The backend gets along fine without strtoll, and I don't see why pgbench
should have to require it.
Funny you should mention this...it turns out there is some code already
there, I just didn't notice it
On Tue, Jul 6, 2010 at 11:01 AM, Greg Smith wrote:
> Robert Haas wrote:
>>
>> It doesn't seem very palatable to have multiple handwritten integer
>> parsers floating around the code base either. Maybe we should try to
>> standardize something and ship it in src/port, or somesuch
>
> I was conside
Robert Haas wrote:
It doesn't seem very palatable to have multiple handwritten integer
parsers floating around the code base either. Maybe we should try to
standardize something and ship it in src/port, or somesuch
I was considering at one point making two trips through strtol, each
allowed t
On Mon, Jul 5, 2010 at 8:17 PM, Tom Lane wrote:
> Greg Smith writes:
>> The main tricky part was figuring how to convert the \setshell
>> implementation. That uses strtol to parse the number that should have
>> been returned by the shell call. It turns out there are a stack of ways
>> to do som
Greg Smith writes:
> The main tricky part was figuring how to convert the \setshell
> implementation.

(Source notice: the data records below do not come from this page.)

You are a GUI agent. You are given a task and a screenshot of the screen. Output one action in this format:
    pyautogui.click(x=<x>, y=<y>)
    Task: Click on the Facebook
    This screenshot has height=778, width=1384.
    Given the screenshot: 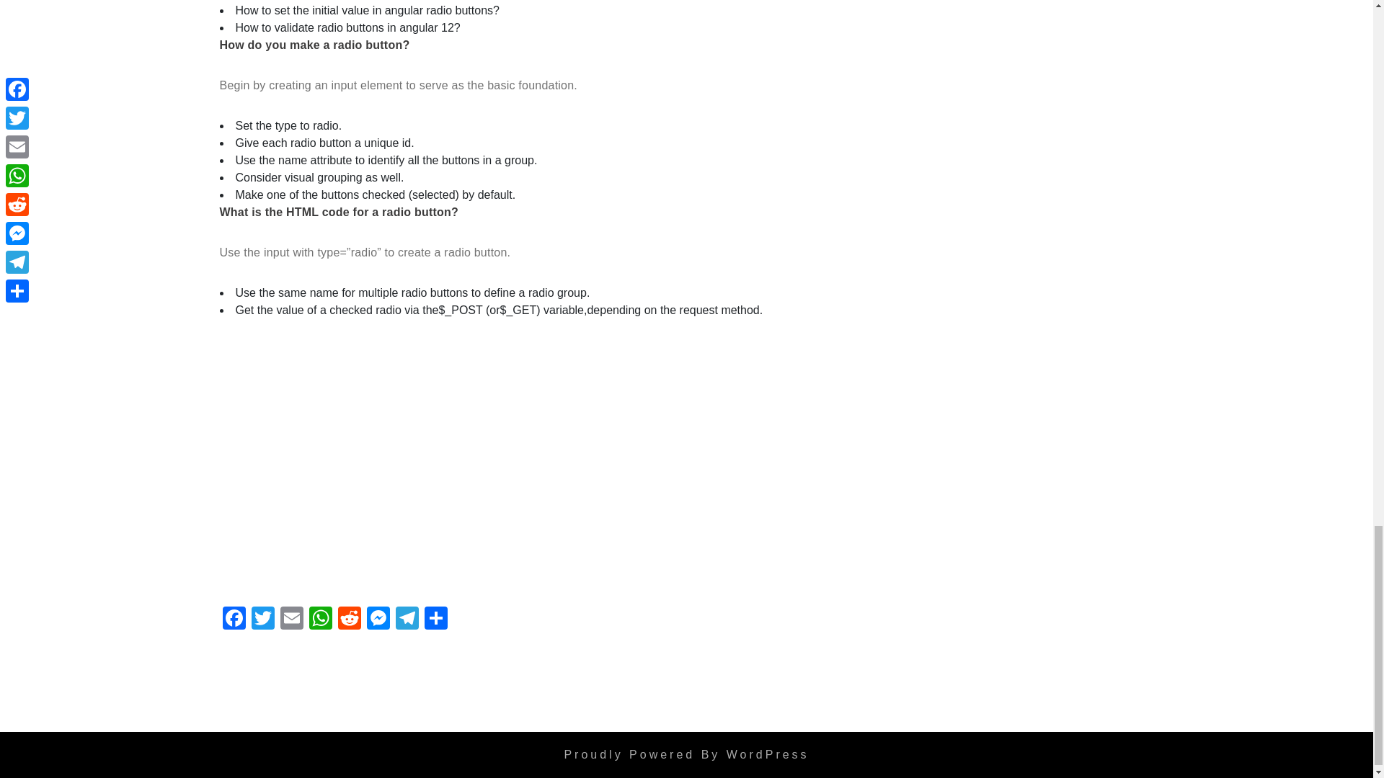 What is the action you would take?
    pyautogui.click(x=233, y=621)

That uses strtol to parse the number that should have
> been returned by the shell call. It turns out there are a stack of ways
> to do something similar but return 64 bits instead:
Please c
Attached is an updated second rev of the patch I sent a few months ago,
to expand pgbench to support database scales larger than around
4,294--where the 32-bit integer for the account number overflows in the
current version. The current limit makes for about a 60GB database.